Canada's spy agency should hand over information that could shed light on whether a British Columbia man found guilty of terrorism was the victim of police manipulation, a court has heard.

Lawyer Marilyn Sandford said she wants the B.C. Supreme Court to order disclosure of all correspondence between the Canadian Security Intelligence Service (CSIS) and the Mounties related to the investigation of her client John Nuttall and his wife Amanda Korody.

Mr. Nuttall and Ms. Korody were found guilty three weeks ago of planning to set off pressure-cooker bombs on the grounds of the B.C. Legislature in 2013.

Their lawyers are scheduled to begin arguments next week that the couple were entrapped and that police manipulated them into carrying out their Canada Day bomb plot.

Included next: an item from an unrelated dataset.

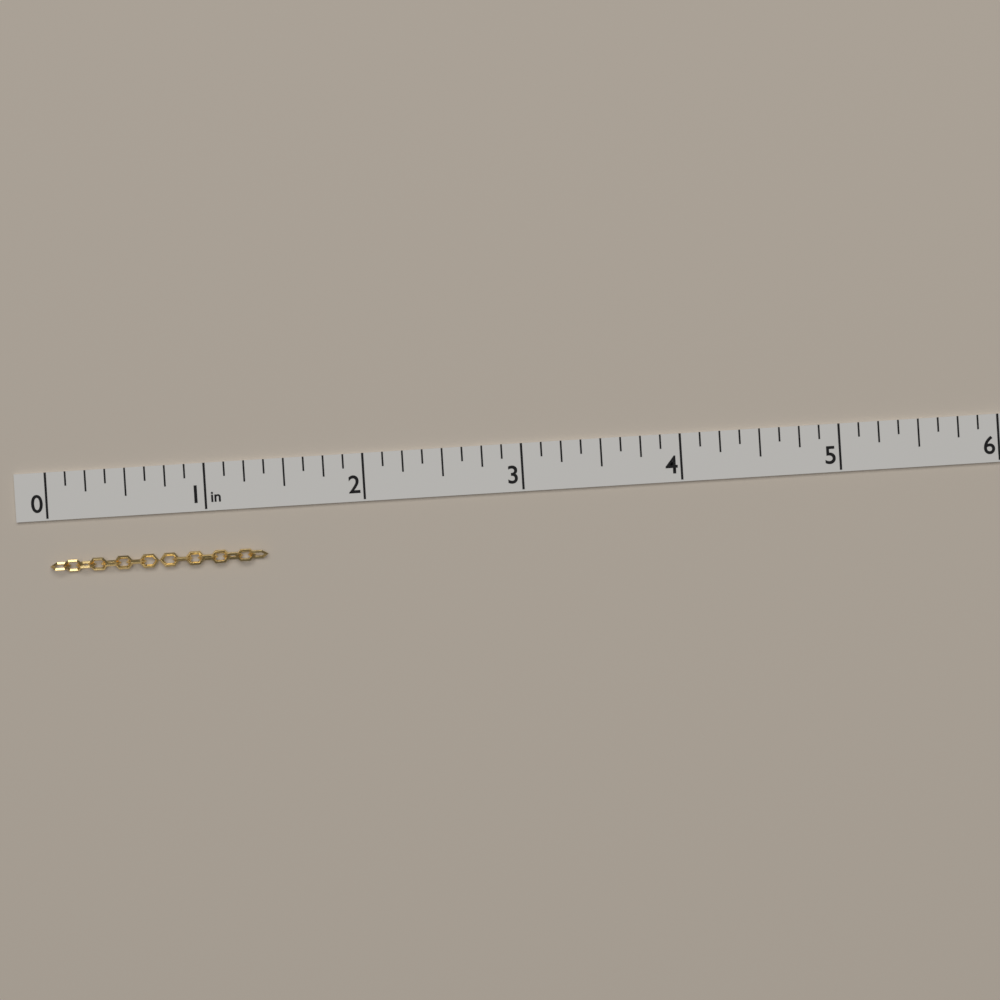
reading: 1.375 in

Ms. Sandford told the court on Tuesday that it appeared as though CSIS had information on Mr. Nuttall's and Ms. Korody's case beyond what the RCMP has so far released.

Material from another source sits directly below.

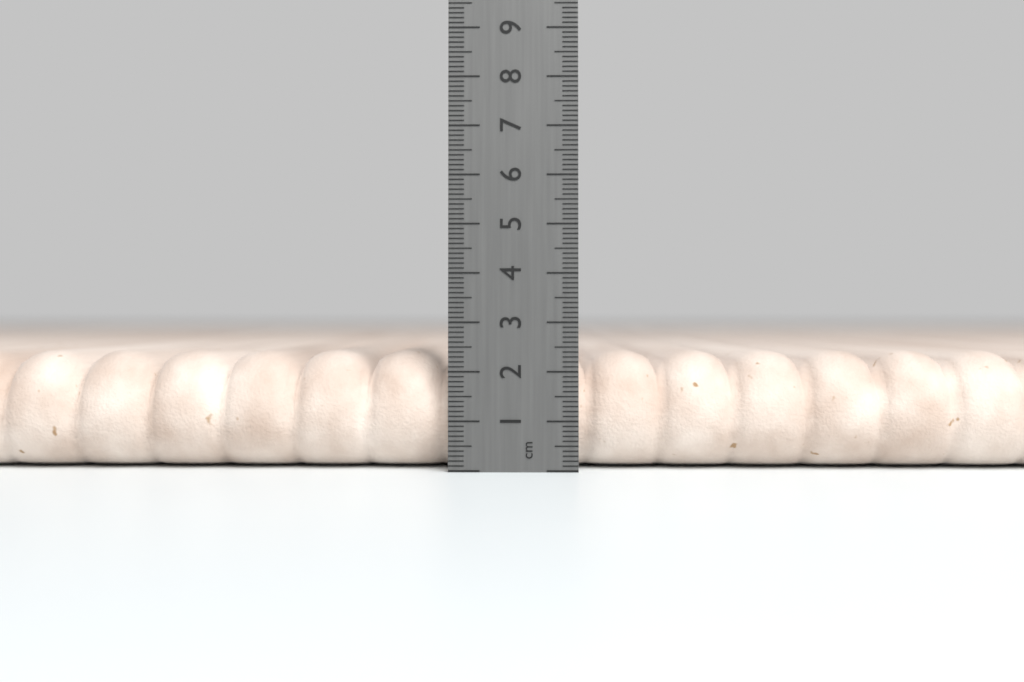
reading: 2.4 cm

She pointed to the possible involvement of another individual in the case who may have acted as a source for a CSIS investigation, which Ms. Sandford argued would be "of extreme relevance to the issue of entrapment."

"We require disclosure concerning [the individual] in order to investigate his potential role, if he was a human source, as an agent provocateur who encouraged Mr. Nuttall to commit violent acts," Ms. Sandford told the court.

She referenced wire intercepts disclosed in the earlier trial, which, she said, strongly indicate "that that's what he was doing in the name of Islamic jihadist extremism."

The court heard that documents disclosed by the Mounties consist of little more than a single line from CSIS advising police that Mr. Nuttall may be a national security threat.

"We have the RCMP saying, 'there's nothing here,'" said Ms. Sandford. "Well, there seems to be a lot more here than what meets the eye."

Crown lawyer Peter Eccles opposed the application, insisting that CSIS has no obligation to share information with anyone and that any information would be irrelevant to the defence's case.

The RCMP can ask for information and the spy agency is fully entitled to tell the Mounties "to pound sand," Mr. Eccles told the court.

He also pointed out that the question of entrapment relates to the conduct of the RCMP and not CSIS.

"They had no idea about the CSIS information," Mr. Eccles said. "So how can the presence or absence of CSIS material have an impact on the RCMP's [conduct]?"

He accused the defence of embarking on a fishing expedition, calling its "broad, sweeping request" for information from CSIS as "a pure shot in the dark."

Besides its correspondence with the RCMP, defence is asking for disclosure from CSIS for all surveillance information related to Mr. Nuttall and Ms. Korody collected between Jan. 1, 2011 and July 1, 2013, when the pair was arrested.